The yacht hits a storm while the guests are eating peculiar but posh seafood dishes (of course). A torrent of projectile vomiting, that would disgust both Peter Greenaway and Mr. Creosote, begins. Dimitry’s mistress rolls about in a vomit covered bathroom – apparently her punishment for coming on the cruise with her boyfriend and his wife. Never forget that this is a morality tale. No, don’t worry, you won’t be allowed to forget.
This onboard middle part of the film is pointlessly preceded by a Zoolander-like story of the unhappy relationship between two models – the perpetually confused Carl (Harris Dickinson) and his unpleasant girlfriend Yaya (the late Charlbi Dean). It might be that Carl is as mystified as we are that the drawn-out argument about which of them should pay for dinner is in this movie at all. Or why he had to ponce about at a modelling audition first.
There are pirates and a hand-grenade (the irony). The SS Minnow (sorry, did it again) goes down and some of our cast of haves and have-nots end up on a tropical island still in their class-indicative, clean and pressed clothes. “Now!” says our social justice warrior director, “we’ll turn the tables. Those who were up are now down. And so on”. [Shades of Lord of the Flies? – Ed.] Abigail, (the excellent Dolly de Leon) a cleaner on the yacht, becomes the island leader. “I caught the fish. I made the fire. I cooked”. At that point, astonishingly, the term, “the means of production” is actually used.
The film looks marvellous, but the soundtrack is a horror. The music, storm and beach sound effects are mixed so loudly that dialogue can be hard to hear. And the eating noises! Why do sound guys love the unnatural slurping and chewing sounds they invent using vacuums and toilet plungers, or something?
Finally, Yaya and Abigail go searching and find something which is no surprise to the viewer, but the very ending, might be. It must have been written in one of Östlund’s ever so slightly more imaginative, less preachy moments.
It’s not that Triangle of Sadness loses its way. It meanders heavily on its own confused but virtuous path, braying at the audience. It’s a righteous donkey. But don’t watch it if you like donkeys.
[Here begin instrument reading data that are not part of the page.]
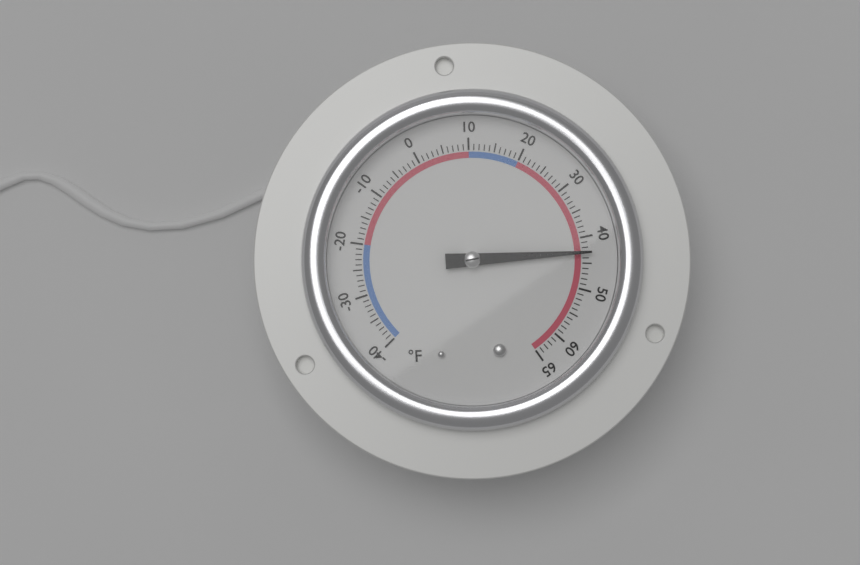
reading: 43 °F
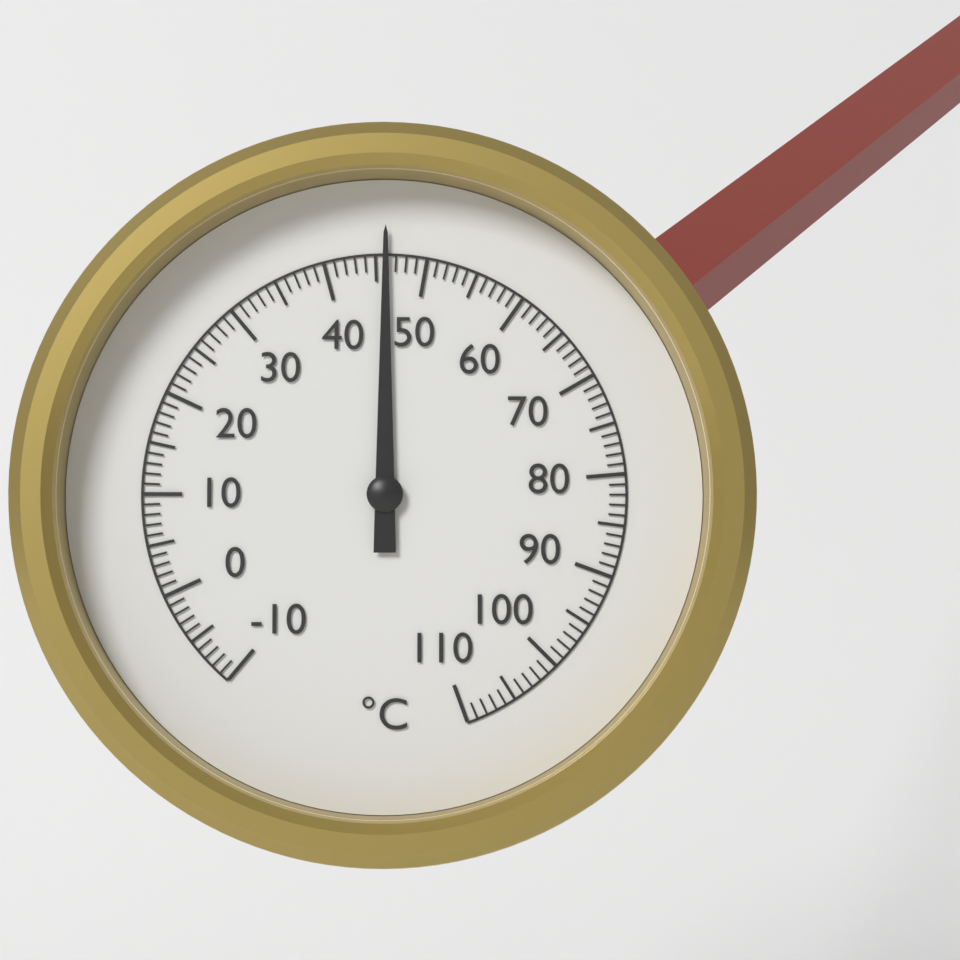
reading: 46 °C
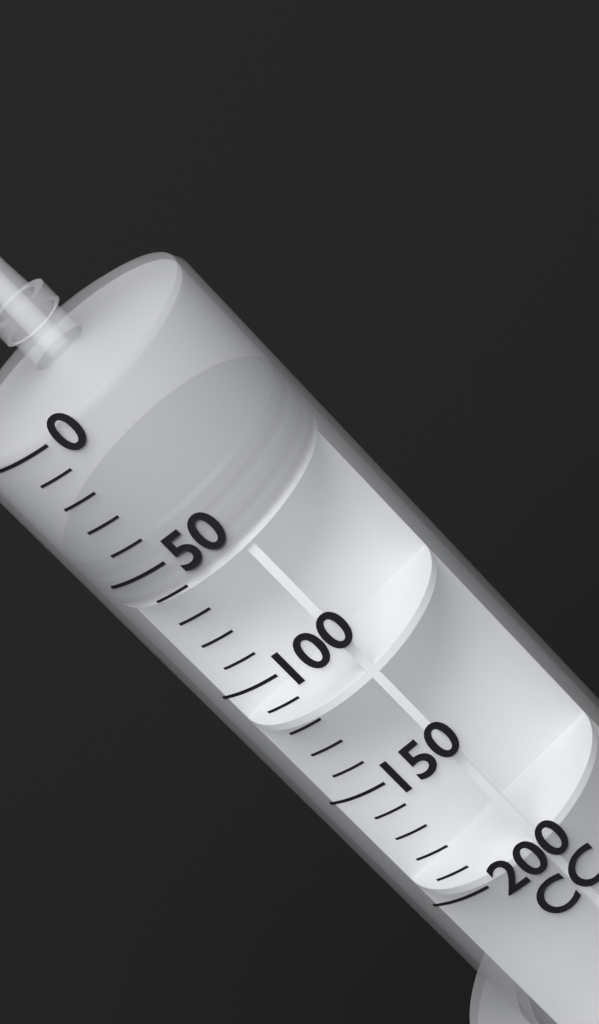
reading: 40 cc
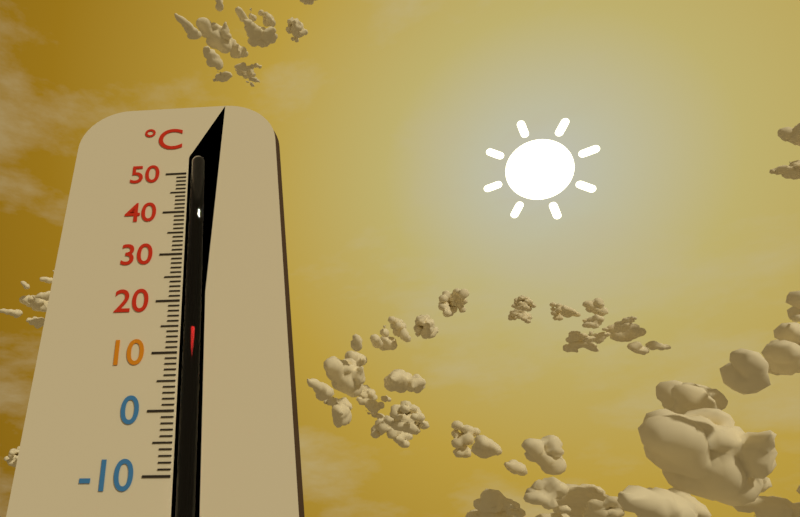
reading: 15 °C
The donkey on the island suffers a worse fate than the donkey buried on the Farmers’ property [Shades of The Banshees of Inisherin? – Ed.]. Watch Funny Farm instead. Or Lord of the Flies. Or Gilligan’s Island.
Continue Reading →(15 Hardware Lane, Melbourne, April 2023)
It’s a little funky, a little trendy, dare we say? – a little woke, but while Rice Paper Scrs staff shoot from the hip, they are hip when they shoot. It’s a great lunch place, roughly on the edge of Melbourne’s Chinatown, but the grub is more a fusion of east and west – and it is terrific.
We started with some tasty cocktails, and then moved onto a nice Melbourne riesling, to wash down a Thai Prawn roll (a brioche bun stuffed with poached prawn salad, makrut lime mayo, sriracha and yarra valley smoked salmon caviar); Mushroom Dumplings (local mushrooms, lemongrass and garlic. served in tom kha sauce and chilli oil); a massive Thai Fried Chicken (marinated in ginger, garlic, chilli and lemongrass. served with sriracha mayonnaise); Sticky Soy Tofu; and the highlight, a signature dish, BBQ Lamb Ribs (marinated lamb ribs in a sticky mekhong whiskey glaze, melting off the bones).
By the time our salad did not arrive, we didn’t need it. Diners are encouraged but not dragooned to share, and the dishes are good for that. Staff very friendly but we got there early, and they were under the pump from about 12.30 pm – the joint was chock full by then, with a queue outside. Well worth a visit (we recommend booking).